Lesson 19 of 47 3 min

MANG Problem #17: Word Ladder (Hard)

Learn how to find the shortest transformation sequence between two words using Breadth-First Search on a string graph.

1. Problem Statement

A transformation sequence from word beginWord to word endWord using a dictionary wordList is a sequence of words beginWord -> s1 -> s2 -> ... -> sk such that:

  • Every adjacent pair of words differs by a single letter.
  • Every si for $1 \le i \le k$ is in wordList.

Given two words, beginWord and endWord, and a dictionary wordList, return the number of words in the shortest transformation sequence, or 0 if no such sequence exists.

Input: beginWord = "hit", endWord = "cog", wordList = ["hot","dot","dog","lot","log","cog"]
Output: 5 (hit -> hot -> dot -> dog -> cog)

2. Approach: Breadth-First Search (BFS)

Shortest path in an unweighted graph is always a BFS problem.
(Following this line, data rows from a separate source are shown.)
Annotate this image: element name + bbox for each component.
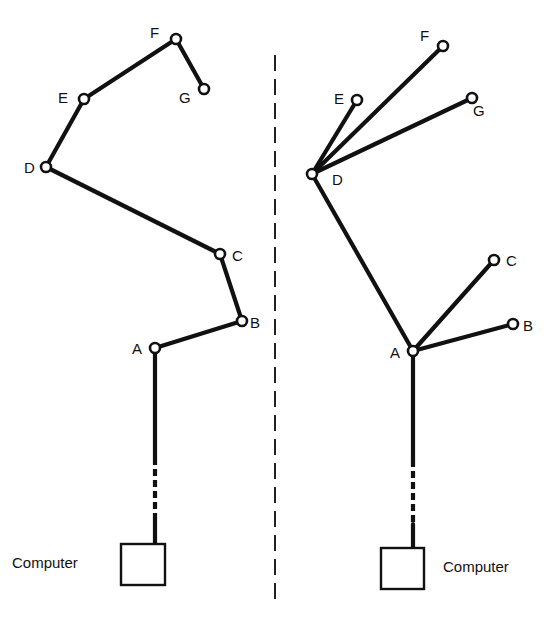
edge-e-f	[84, 39, 176, 99]
node-f	[438, 41, 448, 51]
node-label-f: F	[420, 27, 429, 44]
node-d	[307, 169, 317, 179]
node-label-g: G	[473, 102, 485, 119]
node-label-b: B	[250, 314, 260, 331]
edge-d-e	[46, 99, 84, 167]
node-a	[408, 346, 418, 356]
node-e	[79, 94, 89, 104]
node-label-e: E	[334, 90, 344, 107]
edge-d-f	[312, 46, 443, 174]
edge-a-b	[155, 321, 242, 348]
node-label-c: C	[506, 252, 517, 269]
node-c	[215, 249, 225, 259]
node-label-d: D	[24, 159, 35, 176]
node-label-e: E	[58, 89, 68, 106]
node-label-c: C	[232, 247, 243, 264]
computer-box	[381, 548, 424, 589]
node-label-g: G	[179, 89, 191, 106]
edge-f-g	[176, 39, 204, 89]
node-f	[171, 34, 181, 44]
node-label-a: A	[132, 340, 142, 357]
node-c	[489, 255, 499, 265]
edge-c-d	[46, 167, 220, 254]
node-g	[199, 84, 209, 94]
network-topology-diagram: ABCDEFGComputer ABCDEFGComputer	[0, 0, 548, 624]
node-e	[352, 95, 362, 105]
node-label-b: B	[523, 317, 533, 334]
computer-label: Computer	[12, 554, 78, 571]
edge-b-c	[220, 254, 242, 321]
edge-a-c	[413, 260, 494, 351]
computer-label: Computer	[443, 558, 509, 575]
node-label-d: D	[332, 171, 343, 188]
node-d	[41, 162, 51, 172]
node-b	[508, 319, 518, 329]
node-label-f: F	[150, 24, 159, 41]
edge-a-b	[413, 324, 513, 351]
computer-box	[121, 544, 165, 585]
node-a	[150, 343, 160, 353]
right-star-panel: ABCDEFGComputer	[307, 27, 533, 589]
edge-a-d	[312, 174, 413, 351]
node-b	[237, 316, 247, 326]
node-label-a: A	[390, 344, 400, 361]
left-chain-panel: ABCDEFGComputer	[12, 24, 260, 585]
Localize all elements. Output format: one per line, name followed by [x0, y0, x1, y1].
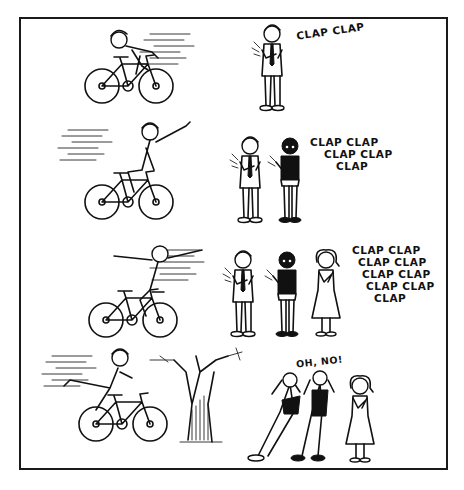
- audience-row-3: [223, 250, 340, 337]
- speech-clap-row-3: CLAP CLAP CLAP CLAP CLAP CLAP CLAP CLAP …: [352, 244, 435, 304]
- tree: [150, 348, 242, 442]
- audience-row-2: [230, 137, 301, 223]
- audience-row-1: [252, 25, 284, 111]
- rider-row-1: [85, 30, 194, 103]
- speech-clap-row-2: CLAP CLAP CLAP CLAP CLAP: [310, 136, 393, 172]
- rider-row-2: [58, 122, 190, 219]
- rider-row-4-crash: [42, 349, 167, 441]
- audience-row-4-horrified: [248, 371, 374, 462]
- rider-row-3: [89, 246, 204, 337]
  1. Nodes: Every word in the list.
  2. Edges: Two words have an edge if they differ by exactly one letter.
  3. Traversal: Start from beginWord, explore all neighbors (1-letter diff), then their neighbors, and so on. The first time we hit endWord, the current level is our shortest path.

3. Java Implementation

public int ladderLength(String beginWord, String endWord, List<String> wordList) {
    Set<String> set = new HashSet<>(wordList);
    if (!set.contains(endWord)) return 0;
    
    Queue<String> queue = new LinkedList<>();
    queue.add(beginWord);
    
    int level = 1;
    while (!queue.isEmpty()) {
        int size = queue.size();
        for (int i = 0; i < size; i++) {
            String curr = queue.poll();
            if (curr.equals(endWord)) return level;
            
            // Try changing every character (a to z)
            char[] words = curr.toCharArray();
            for (int j = 0; j < words.length; j++) {
                char originalChar = words[j];
                for (char c = 'a'; c <= 'z'; c++) {
                    if (c == originalChar) continue;
                    words[j] = c;
                    String target = String.valueOf(words);
                    if (set.contains(target)) {
                        queue.offer(target);
                        set.remove(target); // Mark as visited
                    }
                }
                words[j] = originalChar;
            }
        }
        level++;
    }
    return 0;
}

4. 5-Minute "Video-Style" Walkthrough

  1. The "Aha!" Moment: Imagine a massive cloud of words. A "transformation" is like jumping from one word to another. We want the fewest jumps. BFS ensures we explore all 1-jump words before any 2-jump words.
  2. The Neighbor Search: To find neighbors of "hit", don't compare it to every word in the list ($O(N \times L)$). Instead, change every letter of "hit" ($O(26 \times L)$) and check if that new string is in our set. This is much faster when the dictionary is large.
  3. The Efficiency: Removing words from the set after adding them to the queue is our "visited" logic. It prevents us from jumping in circles.

5. Interview Discussion

  • Interviewer: "What is the time complexity?"
  • You: "O(N * L^2) where N is the number of words and L is the length. We iterate through N words, and for each, we do L length loops with string generation."
  • Interviewer: "Can we optimize this?"
  • You: "Yes, with Bidirectional BFS. By starting the search from both beginWord and endWord and meeting in the middle, we significantly reduce the search space (the exponent of the branching factor is halved)."